Vanderbilt Applied Optical Physics Group
Vanderbilt Applied Optical Physics Group
Welcome visitors!

This is the official website of the applied optics group at Vanderbilt University. In this site you will find everything about our recent work. Most of our research is centered on the interactions of light with matter, exploring such phenomena as fluorescence, scattering, ablation, tranmission of light from polymers, nanocrystals and organic materials.

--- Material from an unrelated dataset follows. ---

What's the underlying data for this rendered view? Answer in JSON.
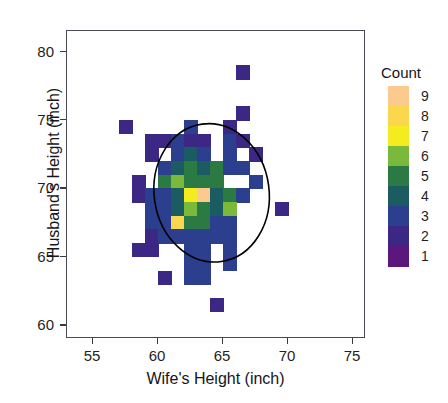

If you see something that intrigues you, do not hesitate to contact us for additional information! rene.lopez@vanderbilt.edu

 

 

 

About our work:

Optical physics deals with the generation, propagation and physical properties of light; the optical properties of matter; and the interaction of light and matter. Our group focuses on the interactions of visible, ultraviolet, and infrared laser light with surfaces, surface-supported nanoparticles, and gas-phase clusters.  We use conventional lasers and the W. M. Keck Vanderbilt Free-Electron Laser in our research projects, which include:

  • Phase transitions in metal-oxide nanoparticles and nanoparticle arrays, such as the metal-insulator transition in vanadium dioxide.
  • Linear and nonlinear optical processes in metal and metal-oxide nanoparticle arrays, such as harmonic generation, four-wave mixing, and plasmon resonance processes.
  • Ultraviolet and infrared laser-induced desorption and ablation in compound semiconductors, insulators, and hard biological tissues.
  • Laser-desorption mass spectrometry of proteins, DNA and other organic molecules by infrared free-electron-laser and convention ultraviolet laser irradiation.
  • Ultrafast optical bistability, dielectric and quantum confinement effects and laser-induced fluorescence in metal quantum dots embedded in glasses and crystals.

Optical and charged-particle spectroscopies - such as degenerate four-wave mixing, single-beam nonlinear refraction, picosecond pump-probe spectroscopy, photoacoustic spectroscopy, laser-induced fluorescence, mass spectroscopy, time-correlated photon counting and photoemission – are the basic "tool kit" for our experiments. In addition, we make heavy use of scanning and transmission electron microscopy and of scanning-probe microscopies, such as atomic-force and near-field scanning optical microscopies (AFM and SNOM).

more information in our research link

 

When illuminated with white light, the nanoparticle arrays shown above scatter different wavelengths at different angles.  Each array is approximately 100 μm on a side, and contains ~80 nm  VO2 particles on a Si substrate, each with slightly different spacing.